The two CBM4s that are inserted into
Pm25 clearly contribute to the binding and degradation of complex biomass. Our results reveal that this is especially true when both CBMs are functional and suggest that binding of large ligands involves a cooperativity phenomenon (
Fig. 8). However, based on the PULDB database, the number of CBM domains in
Pm25 homologs varies from one to three, and the CBMs are from different families, CBM4, CBM22, or unclassified. This suggests that the SusG-assimilated functions can be fulfilled by enzymes that are not configured in an identical way. Moreover, it also confirms that the TIM-barrel fold in the GH10 family is quite accommodating in terms of insertions at the β3/α3 loop.
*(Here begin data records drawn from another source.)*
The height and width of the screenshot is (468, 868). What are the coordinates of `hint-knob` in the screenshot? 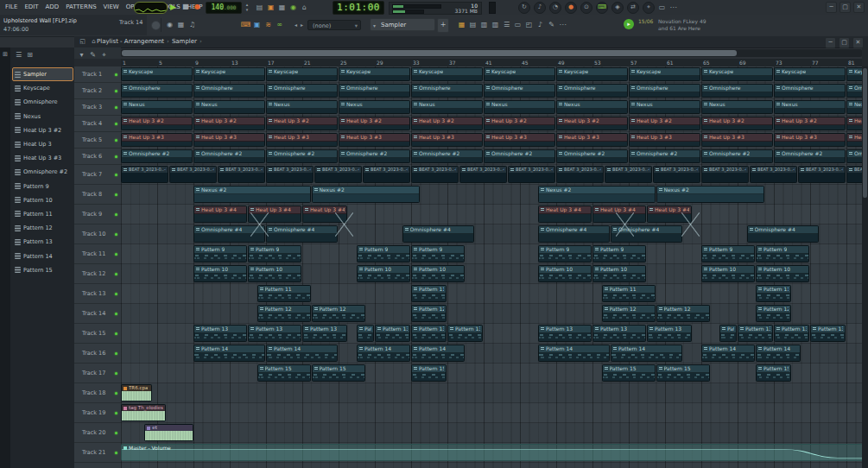 It's located at (155, 26).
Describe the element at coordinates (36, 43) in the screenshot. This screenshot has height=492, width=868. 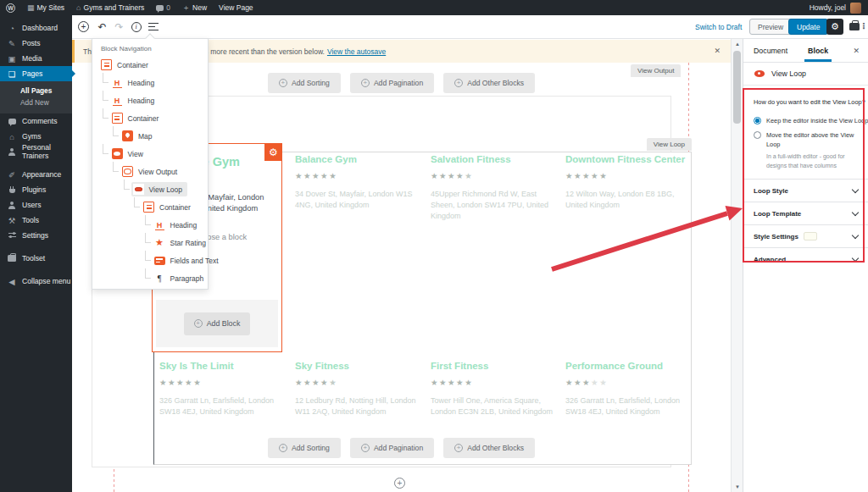
I see `sidebar-item-posts: ✎Posts` at that location.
Apparently, unlike many highly active periplasmic endoglucanases, such as SusA (
48) and
CjXyn10D (
43), extracellular enzymes such as SusG,
CjXyn10A, and
CjXyn10C are generally appended to CBMs (
43). Therefore, it is of interest to discuss the reason for this. CBM58 in SusG (
54) and the CBM4s in
Pm25 appear to improve the ability of the enzymes to hydrolyze insoluble substrates (
Fig. 8), while CBM15 in
CjXyn10C does not play an important role in catalysis, irrespective of whether the substrate is soluble or not (
43). However, our data suggest that the affinity of
Pm25 for soluble substrates was mostly derived from the binding ability of the CBMs (
Table 2). In light of this observation, we propose that CBMs in membrane-associated enzymes temporarily withhold soluble oligosaccharides before their importation into the cell. This implies that the function of the CBM4 domains would be relatively independent of that of the GH10 domain. In this regard, it is noteworthy that the first structure of a SusG protein (
54), which reveals that a CBM58 domain is inserted into the B domain of the GH13 α-amylase domain, reports that CBM58 does not form hydrogen bonds with the catalytic domain, an observation that argues in favor of an independent function. Regarding
Pm25, evidence for an independent function of the CBM4 domains is provided by the fact that the xylan-degrading profile of the
Pm25 wild type was almost identical to that of the CBM-deleted version, M6 (
Fig. 7), and the fact that the xylan binding affinity of CBMs was relatively unaltered when the CBM domains were separated from the GH10 domain (
Table 2). Finally, it is also useful to recall that the affinity values determined for subsites −4 and −3 of
Pm25 and M6 were nearly identical. Therefore, we believe that the catalytic center of
Pm25 and the binding surfaces of the CBM4 domains are disconnected, an organization that corresponds to independent functions and contributes to low enzyme reaction rates (
55).
In conclusion, focusing on a termite gut-derived enzyme, we have provided further insight into the properties and function of Xyn10C-like enzymes that form part of core xylan utilization systems. This system seems to be rather efficient in terms of evolution, since it is conserved in termite gut, rumen, and human gut. Therefore, the role of the CBM insertion is an interesting question. In this respect, we have thoroughly succeeded in characterizing the enzyme and shown that the CBM4 domains can be successfully excised without loss of catalytic function. Regarding the enzyme’s substrate specificity, although it is difficult to speculate on the group of polysaccharides that might be preferential substrates in the termite gut environment, we have shown that it is better adapted for the hydrolysis of arabinoxylans than glucuronoxylans, which is consistent with the fact that the host termite feeds on crops such as sugarcane rather than wood.